An existing deal between Kyiv and Westinghouse could see a total of five AP1000 type reactors built throughout the country, with the first two slated for the Khmelnitsky nuclear plant in Ukraine’s northwest to begin construction “as soon as the war is over,” Kotkin told the vesti.ua Ukrainian newswire on May 13.
The ambitious remarks came as the Russian invasion continues to imperil all of Ukraine’s nuclear facilities, including its four Soviet-era nuclear power plants, which collectively host 15 reactors supplying more than half the country’s electricity.

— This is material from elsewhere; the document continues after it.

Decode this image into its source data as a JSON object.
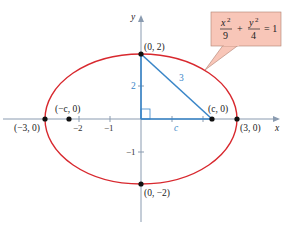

The largest of those facilities, the Zaporizhzhya Plant – whose six reactors make it the biggest nuclear plant in Europe – has been held by Russian forces since March 4, when it was shelled in a dramatic attack that raised the specter of a nuclear catastrophe.
Located in the Zaporizhzhya Oblast in southeastern Ukraine, the plant has fallen into Russia’s crosshairs as Moscow’s troops look to establish control of the neighboring Donbas region.
Since the takeover, Ukrainian staff have been held at gunpoint and are made to answer to officials from Rosatom, Russia’s state nuclear corporation – a situation the International Atomic Energy Agency has called “fragile” and “unsustainable.”
Rafael Grossi, the agency’s head, has implored both the Ukrainian and Russian sides to allow agency monitors to launch a safety mission the plant, so far with no success.
Russian forces also held, then later withdrew from, Chernobyl, site of the world’s worst nuclear accident in 1986. An influx of heavy armored vehicles at the site churned up plumes of radioactive dust and fighting in the area knocked out electricity to spent nuclear fuel cooling at the site twice, though it was restored on each occasion.
All of these developments stress a nuclear industry that was already in questionable shape before the war began. Each of Ukraine’s reactors were built in the 1970s and 1980s when it was still a Soviet republic, and nearly all of them are running on lifetime extensions that will push them well past their originally engineered retirement dates.
At a political level, Ukraine has doubled down on its nuclear industry, with President Volodomyr Zelensky pledging in 2020 to move forward on the additional reactors at Khmelnitsky – despite urging from Europe to develop renewable power sources.
In his interview, Energoatom’s Kotkin said the government was considering building yet more nuclear power plants – one in the Cherkasy region of central Ukraine and another in Odessa, which has weathered numerous Russian missile attacks.
He also suggested that future reactor construction will include security reinforcements to repel military attacks, saying the new Westinghouse reactors would incorporate double confinement shells to protect them from missile strike.
“But this problem is not solved only by technological design. You can strengthen the shell, but you need to take other measures,” Kotkin said. “I visited a nuclear power plant in Pakistan – in Karachi, they built a triple perimeter of protection around their facility. In 2020, the IAEA recognized that the Karachi nuclear power plant has one of the best protection concepts.”
A survey of events in the field of nuclear and radiation safety relating to Russia and Ukraine.